He sat against a dressing-room wall, his eyes puffed, his scar tissue soft and swollen. His legs were elevated and his head was slumped and it seemed as if lifting his arms was out of the question. This is often the way boxers look in the drained moments after losing it all, their title, their championship, their belts, their fame. Like you could leave them there to rot. This was Evander Holyfield Friday night.
A shame. I long ago stopped caring about boxing. Too much slime. Too many pretenders. And yet, I felt empty and sad when Holyfield lost to young loudmouth Riddick Bowe in that 12-round heavyweight championship in Las Vegas, a fight that pushed both men to the front porch of hell. Holyfield, three inches smaller and 30 pounds lighter, took an enormous beating, especially in a 10th round that ranks with the most furious in recent memory. He should have hit the canvas several times, taking hooks and uppercuts from Bowe’s powerful, lineman-like form. At one point, the champ was so dazed by punches that he half- turned his back to the challenger, who quickly lowered the boom to the backside of his head. Holyfield wobbled, hung on the ropes, he was over, finished.
But he would not go down.
There are moments that define a boxer, and in that moment, Hoyfield woozy and blurred, yet still commanding his legs to move, his arms to box, somehow returning from the singing of angels to throw his own punches, not only throw them but land them, and stun the kid one last time — where was he getting the strength to do this? — in that moment we learned Holyfield was indeed a champion, with a champion’s heart.
We may never have known this in the two years and 19 days he held the title.
We had three minutes to appreciate it.
And his reign was over. Family and God
There goes the gentleman champion. People complained about Holyfield being
“too boring,” but these people think boxing should be one promoter with electrified hair yelling at another promoter wearing a sports coat with no shirt underneath — or one boxer with a neck full of gold chains taunting another boxer in a sequined jump suit.

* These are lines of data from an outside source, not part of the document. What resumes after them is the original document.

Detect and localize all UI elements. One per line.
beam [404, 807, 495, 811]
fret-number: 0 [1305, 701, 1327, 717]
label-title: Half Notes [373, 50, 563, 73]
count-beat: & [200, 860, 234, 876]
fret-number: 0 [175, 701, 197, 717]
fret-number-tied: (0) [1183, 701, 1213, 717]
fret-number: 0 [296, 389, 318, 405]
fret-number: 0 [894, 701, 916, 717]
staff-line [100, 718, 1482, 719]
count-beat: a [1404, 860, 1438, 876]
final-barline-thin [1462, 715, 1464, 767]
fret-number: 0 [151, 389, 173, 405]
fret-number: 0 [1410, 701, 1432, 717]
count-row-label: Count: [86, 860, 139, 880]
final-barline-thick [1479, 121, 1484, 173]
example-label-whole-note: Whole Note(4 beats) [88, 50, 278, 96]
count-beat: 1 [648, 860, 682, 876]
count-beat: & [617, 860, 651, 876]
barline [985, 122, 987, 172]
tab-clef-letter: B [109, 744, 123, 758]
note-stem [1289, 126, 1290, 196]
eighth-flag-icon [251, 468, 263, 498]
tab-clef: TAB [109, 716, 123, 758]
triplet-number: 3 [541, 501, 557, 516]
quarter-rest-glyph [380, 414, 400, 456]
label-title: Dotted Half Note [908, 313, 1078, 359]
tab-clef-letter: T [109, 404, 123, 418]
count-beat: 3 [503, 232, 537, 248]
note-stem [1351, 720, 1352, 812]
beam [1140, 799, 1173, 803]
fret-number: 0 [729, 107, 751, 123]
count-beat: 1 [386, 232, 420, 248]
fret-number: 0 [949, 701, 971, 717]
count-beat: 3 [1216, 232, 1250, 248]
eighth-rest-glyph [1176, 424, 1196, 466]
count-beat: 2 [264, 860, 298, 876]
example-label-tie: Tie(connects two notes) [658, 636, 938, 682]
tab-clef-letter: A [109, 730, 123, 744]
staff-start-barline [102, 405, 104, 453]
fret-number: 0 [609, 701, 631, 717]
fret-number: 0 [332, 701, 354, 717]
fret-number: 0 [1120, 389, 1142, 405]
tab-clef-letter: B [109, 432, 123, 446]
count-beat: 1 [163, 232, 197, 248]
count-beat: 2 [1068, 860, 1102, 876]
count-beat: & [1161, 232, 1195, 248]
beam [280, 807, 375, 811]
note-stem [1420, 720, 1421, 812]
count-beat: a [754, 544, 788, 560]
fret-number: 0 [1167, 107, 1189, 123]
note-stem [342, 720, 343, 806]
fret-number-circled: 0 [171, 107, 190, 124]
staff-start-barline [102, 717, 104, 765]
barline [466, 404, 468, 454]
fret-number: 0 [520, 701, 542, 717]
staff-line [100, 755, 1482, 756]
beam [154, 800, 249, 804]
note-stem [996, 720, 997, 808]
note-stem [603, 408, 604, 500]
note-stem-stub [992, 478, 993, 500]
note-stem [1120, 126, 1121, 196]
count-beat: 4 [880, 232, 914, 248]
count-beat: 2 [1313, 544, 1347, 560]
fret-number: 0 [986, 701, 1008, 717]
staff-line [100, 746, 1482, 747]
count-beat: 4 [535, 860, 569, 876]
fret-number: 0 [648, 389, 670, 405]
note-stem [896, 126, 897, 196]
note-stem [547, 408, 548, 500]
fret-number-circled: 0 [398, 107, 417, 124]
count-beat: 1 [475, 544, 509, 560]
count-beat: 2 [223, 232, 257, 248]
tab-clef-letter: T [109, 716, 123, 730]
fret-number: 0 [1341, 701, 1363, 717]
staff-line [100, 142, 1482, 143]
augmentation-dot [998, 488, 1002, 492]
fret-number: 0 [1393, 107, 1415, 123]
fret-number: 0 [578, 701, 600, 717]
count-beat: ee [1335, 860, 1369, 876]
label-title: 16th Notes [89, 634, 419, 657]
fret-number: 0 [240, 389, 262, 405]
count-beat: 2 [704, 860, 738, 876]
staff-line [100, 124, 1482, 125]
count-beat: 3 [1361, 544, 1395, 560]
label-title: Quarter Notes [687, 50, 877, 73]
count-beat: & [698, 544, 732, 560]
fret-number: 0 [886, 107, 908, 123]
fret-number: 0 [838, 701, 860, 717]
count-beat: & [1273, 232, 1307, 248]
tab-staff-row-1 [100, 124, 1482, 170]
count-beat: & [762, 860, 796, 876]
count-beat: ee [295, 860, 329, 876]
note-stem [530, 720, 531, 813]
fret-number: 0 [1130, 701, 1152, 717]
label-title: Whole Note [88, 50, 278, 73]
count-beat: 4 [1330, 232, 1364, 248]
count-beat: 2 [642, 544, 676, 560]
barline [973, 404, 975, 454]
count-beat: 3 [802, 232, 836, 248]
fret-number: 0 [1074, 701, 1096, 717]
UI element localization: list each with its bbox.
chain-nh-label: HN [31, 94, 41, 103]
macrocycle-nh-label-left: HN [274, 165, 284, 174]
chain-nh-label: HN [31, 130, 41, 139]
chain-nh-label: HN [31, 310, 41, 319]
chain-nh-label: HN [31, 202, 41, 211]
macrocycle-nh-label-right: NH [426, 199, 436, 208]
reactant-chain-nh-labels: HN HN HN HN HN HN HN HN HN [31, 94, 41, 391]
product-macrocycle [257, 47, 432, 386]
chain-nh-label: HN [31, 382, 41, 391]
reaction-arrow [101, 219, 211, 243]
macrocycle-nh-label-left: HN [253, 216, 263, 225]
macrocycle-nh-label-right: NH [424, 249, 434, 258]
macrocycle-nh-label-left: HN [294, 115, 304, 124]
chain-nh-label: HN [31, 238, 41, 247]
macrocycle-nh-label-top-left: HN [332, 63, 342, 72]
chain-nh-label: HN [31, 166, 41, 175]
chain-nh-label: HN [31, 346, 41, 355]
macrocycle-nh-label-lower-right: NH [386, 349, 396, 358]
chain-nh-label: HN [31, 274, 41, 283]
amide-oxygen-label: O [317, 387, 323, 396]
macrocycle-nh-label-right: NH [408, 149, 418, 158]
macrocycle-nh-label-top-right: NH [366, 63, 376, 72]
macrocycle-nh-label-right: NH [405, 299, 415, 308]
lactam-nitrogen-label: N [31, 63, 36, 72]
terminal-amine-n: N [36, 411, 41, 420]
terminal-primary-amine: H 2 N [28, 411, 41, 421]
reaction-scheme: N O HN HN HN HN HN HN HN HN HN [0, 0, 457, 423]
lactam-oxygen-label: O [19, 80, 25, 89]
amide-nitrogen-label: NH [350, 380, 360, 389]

You want that? You can have it. I liked Holyfield. I never heard him swear at anyone. Never heard him harass a challenger by saying “I’m gonna make you kiss me like a woman,” as Mike Tyson once did. I never read about Holyfield arrested with his car wrapped around a telephone pole. Never saw him leap across a craps table to throw a punch.
He didn’t smoke. He didn’t do drugs. He never insulted a former champion by saying, “He couldn’t carry my jockstrap.” (Do you remember when Larry Holmes said that about Rocky Marciano?)
Holyfield never got fat. He looked like an athlete should look, ready to go, all the time. He talked about family and God. He was in church every Sunday, even in Reno, Nev., and I didn’t know that was possible. He shrugged and looked away when others tried to taunt him. And while his list of opponents during his championship reign wasn’t exactly a who’s-who of great heavyweights (hey, Tyson was in jail), they were pretty much all he had. He fought them, he never came out of shape, flabby, or disinterested. He gave you a performance. He took the sport seriously.
Aren’t those the things you want in a champion? Or do you want this: Bowe, just minutes after winning the crown, grabbing the microphone and screaming at his critics “YOU NEVER SHOULDA DOUBTED ME!” then challenging the next contender, Lennox Lewis, to “knock me down right now, come on, knock me down.”
Some folks think this is great stuff. They probably like Wrestlemania. Others say this hearkens the tradition of Muhammad Ali. Come on. When will boxers stop trying to imitate the man? Ali was a black champion at a time of racial upheaval. When he shouted, he shook our consciousness.
These guys today just make noise. His gutsiest fight
So maybe with Bowe we have poems and boasts and sound bites. And maybe the soap-opera lovers can get back into the heavyweight scene.
Me? I’m gonna miss Holyfield. He gave an honest glaze to a slab of a sport that one day, when we come to our senses, will be abolished. In the meantime, he treated it with respect. And when he was dethroned — and, he says, retired — he said only this of his challenger: “I wanted it, but he wanted it more. He fought a great fight. I take off my hat to him.”
He said this without the strength to take a hat off a shelf. He said this with his eyes puffed to the point of closing. He said this with his shoulders dead, his head aching, and his gutsiest fight, the fight that proved his mettle, just minutes behind him.
You know what he showed us? Honor. I, for one, am going to miss that from the loser, and no longer champion, Evander Holyfield.